I know thatâs not what you want to hear, but thatâs reality.
TT beats UH 85-61.
I hear you so I guess just give upâŠâŠThere are enough good players who want to come home as transfers along with a few good recruits and you can be competitive at the very least. Womenâs NIL $$ isnât that crazy except for maybe an elite few. Winning the big 12 is doable down the road. Itâs not the SEC in womenâs basketball.
The come home angle isnât what it used to be - WBB is top heavy so the margin for error is slimmer
Yes, give up on the idea that some coach is good enough to recruit players two tiers below the top of the league and âcoach 'em upâ to be competitive and either hire a coach or set up an infrastructure for them where we can be competitive in NIL.
The top teams in the conference are giving their womenâs basketball players between $50K and $300K each with some stars getting even more than that.

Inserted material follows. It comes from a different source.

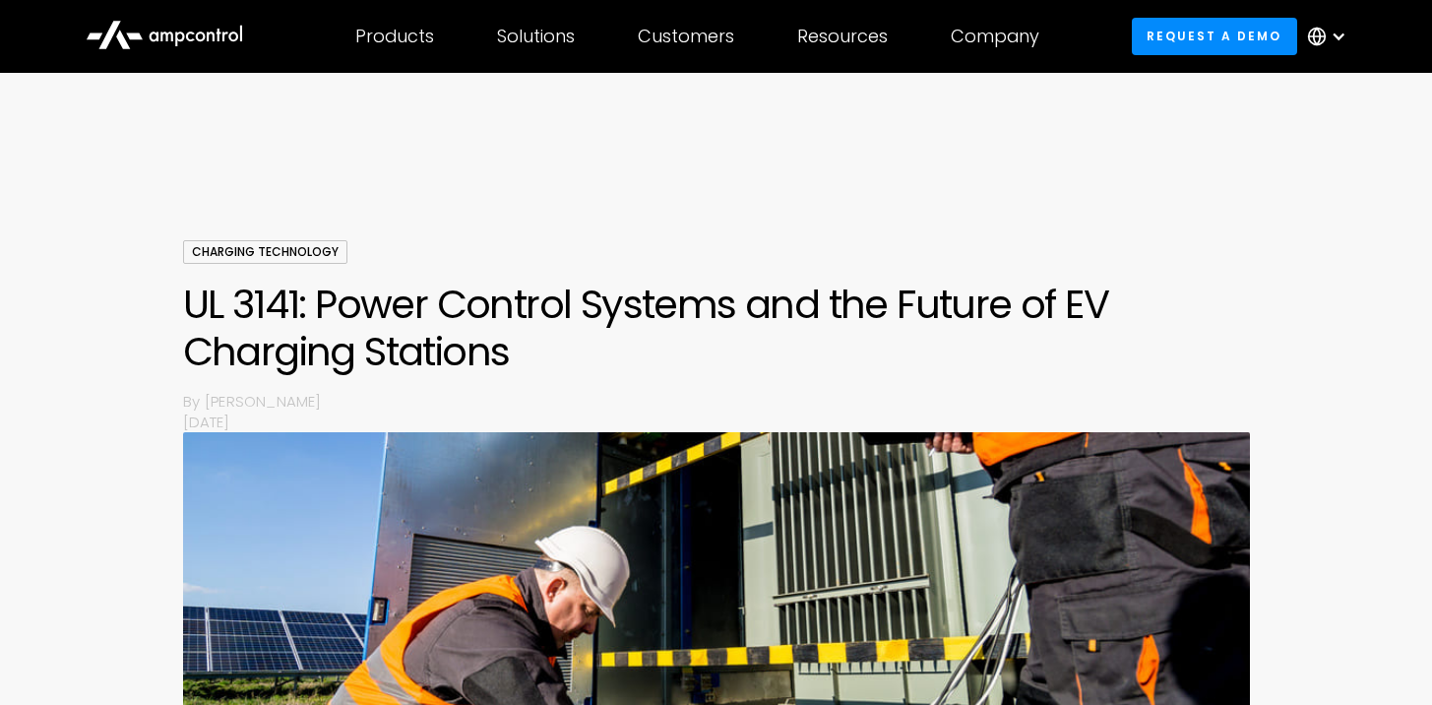  What do you see at coordinates (265, 252) in the screenshot?
I see `div: Charging Technology` at bounding box center [265, 252].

Thatâs not crazy like football or mens hoops, but it is a lot of money in the aggregate. For a lot of womenâs BB players thatâs a life-changing amount and even for the now more typical upper-middle class recruit, if a kid is deciding between 100K per year at Texas Tech and next to nothing for us, we arenât going to get them unless they are wealthy legacies, and how many of those even exist?
I give $5K per year to Coog womenâs athletics in general. I know that is a drop in the bucket, but thatâs what I can do and I think all of us doing what we can do in this regard is what it will take.

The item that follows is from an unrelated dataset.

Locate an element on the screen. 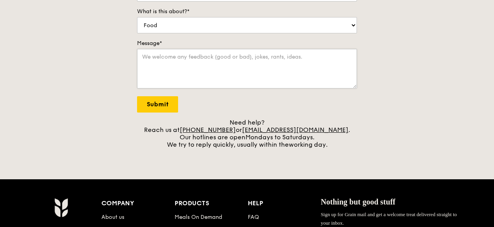  img: Grain is located at coordinates (61, 207).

Youâre saying TCU and Baylor are giving between 50K and 300K per player? I highly doubt that. I could maybe see TCU giving that type of money to their 2 stars but theyâre a 2 player team. Miles and Suarez just combined for 46 shots (of 63 total) in their win at Baylor. And they only played 7 players total. Again, I could see their 2 top players getting big money but if you can get 50K a year to shoot 2 shots in a game (and youâre starting), thatâs a hell of a gig.
You highly doubt it based on what?
Iâm not guessing here - I have it directly from one of our assistants that entry-level NIL at top programs is around $50K, and itâs widely reported that stars can reach $300K. Jaden Owens has been valued north of $200K, and Hailey Van Lith was making substantially more than that.
And letâs even you are right and my numbers are high. If starters at programs like Baylor and TCU are getting even $50K more than players at Houston, thatâs exactly the point - that gap matters. Talent follows resources in modern college sports. You donât âold-fashioned coachâ your way past systemic funding differences year after year.
And honestly, if youâre right and it only takes about $50K to move the needle, thatâs all the more reason for Houston to step up. Thatâs not an impossible number, thatâs a competitive opportunity. If relatively modest NIL differences can separate tiers, then closing that gap should be priority #1, not something we shrug off.
And yes, it is a hell of a gig. Thatâs literally why NIL exists. Top programs invest, players benefit, and results follow. Pretending that doesnât matter isnât realism, itâs denial.
Iâve talked to coaches too. And yes, while I agree the NIL at top level schools approaches the numbers youâre talking, TCU (and Baylor) are not top level schools. Not everyone at those schools is getting NIL money anything close to that. Yes, a couple of TCU starters get big money. But the ones on the bench who never play get a couple of thousand at most.
This site says womenâs basketball players on average at P4 schools are getting 16K apiece. Thatâs the average - not 50K. Maybe the top schools (UConn, LSU, South Carolina, Tennessee) give their players that much apiece. But not many more.
Whatâs the point of splitting hairs over exactly how much they are getting? If the average p4 player is getting $16,000 apiece, you donât think players at good schools are getting 50?
Regardless, the point does not change. We need to do better at this.